With cash flow massively hindered by the loss of the Basic Payments Scheme (BPS), SFI and CS, we will be receiving approximately £100,000 less per annum, which will more than halve our annual average profit. With three older partners in the business, the inheritance tax (IHT) proposals will also leave us with a tax bill that, at current profitability levels, will take a generation to pay off.

We had plans to invest in some machinery and grain-handling facilities specific to nature-friendly farming, and also in a rotational grazing livestock enterprise, but in light of the IHT changes and the total loss of trust following the SFI withdrawal, we are no longer in a position to do this.

We are no longer a business planning to grow, employ more people, provide income for local businesses and produce local, nature-friendly food. With thousands of farms in the same position across the country, you have stagnation, negative rural growth, loss of employment, and a total lack of incentive for any younger people or new entrants to enter the farming industry.

In terms of SFI, any farmers without agreements, especially those who may have been attempting to apply, have to be given access to the SFI24 scheme, even if it is with some kind of cap. Many farmers will have been unable to apply due to CS schemes ending or admin issues within the Rural Payments Agency (RPA). This is not their fault.

The loss of habitat as schemes go past their end date with nothing to replace them is a concern. Without the incentive to manage these habitats, many farmers will resort to bringing them back into production. To prevent this, we urgently need sight of this Government's replacement policy. If this looks appealing, some farmers will forgo some income to wait for a new scheme.

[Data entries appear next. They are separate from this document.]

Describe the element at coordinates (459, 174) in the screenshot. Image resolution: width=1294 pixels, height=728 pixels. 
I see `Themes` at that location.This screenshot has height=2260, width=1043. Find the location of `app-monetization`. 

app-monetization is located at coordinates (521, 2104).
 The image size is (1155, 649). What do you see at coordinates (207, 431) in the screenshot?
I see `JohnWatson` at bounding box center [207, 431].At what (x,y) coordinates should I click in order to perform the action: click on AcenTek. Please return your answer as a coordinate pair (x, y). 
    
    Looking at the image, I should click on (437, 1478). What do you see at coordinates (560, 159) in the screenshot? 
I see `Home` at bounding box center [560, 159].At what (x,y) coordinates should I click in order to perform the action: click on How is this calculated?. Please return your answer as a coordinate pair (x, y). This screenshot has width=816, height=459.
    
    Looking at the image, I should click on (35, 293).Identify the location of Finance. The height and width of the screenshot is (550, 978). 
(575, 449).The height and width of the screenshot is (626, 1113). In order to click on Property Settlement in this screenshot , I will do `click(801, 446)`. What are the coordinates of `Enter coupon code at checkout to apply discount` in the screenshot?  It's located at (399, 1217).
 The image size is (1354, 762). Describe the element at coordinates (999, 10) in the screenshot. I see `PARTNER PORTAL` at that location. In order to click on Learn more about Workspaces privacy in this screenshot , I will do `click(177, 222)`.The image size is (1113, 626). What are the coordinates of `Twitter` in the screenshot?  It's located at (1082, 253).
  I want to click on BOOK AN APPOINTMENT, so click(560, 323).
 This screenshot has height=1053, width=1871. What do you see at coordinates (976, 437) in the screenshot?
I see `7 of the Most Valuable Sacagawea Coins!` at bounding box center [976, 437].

The shocking fallout from the imposition of IHT and the loss of environmental payments has come at a time when profitability in farming is at an all-time low. We need to see responsible leadership from all sides to make sure our farming industry is not fatally wounded. In the presence of so much global unrest and climatic instability, our ability to feed our own nation must not be underestimated.

Jon Thornes, South Ormsby Estate, Lincolnshire

Looking at where we are now, it’s hard to argue that the Sustainable Farming Incentive (SFI) has truly delivered for nature. Instead of creating long-term, meaningful environmental improvements, the scheme has encouraged short-term, box-ticking solutions, often rewarding actions with limited ecological value.

From the start, SFI was designed more as a soft landing for farmers losing BPS rather than a genuine nature recovery scheme. With uncapped budgets and high-paying options that required little actual change, large sums of money have been spent with questionable results. Some whole farms were put into single, high-paying options that delivered little beyond securing short-term cashflow, rather than fostering integrated, sustainable farming systems.

SFI hasn’t protected nature, hasn’t secured a sustainable farming future and has undermined trust in future schemes. We need something better, something built on real outcomes.

Jon Thornes

Now, with the scheme halted due to budget pressures, those who did make changes are left in limbo, while many others have seen this as confirmation that government support for nature-friendly farming is unreliable. The biggest losers are the farmers who genuinely wanted to transition towards regenerative agriculture but have been led up the garden path, again.

Had this money been invested differently: targeting genuine landscape-scale change, supporting proven biodiversity improvements, or even helping develop long-term nature-friendly supply chains, there might have been a lasting impact. Instead, we’re left with a funding crisis, lost confidence, and the likelihood that many will return to input-heavy, intensive systems just to stay afloat.

Would we have been better off without SFI? In most cases, yes. It hasn’t protected nature, it hasn’t secured a sustainable farming future, and it has undermined trust in future schemes. We need something better, something built on real outcomes, not short-term political fixes.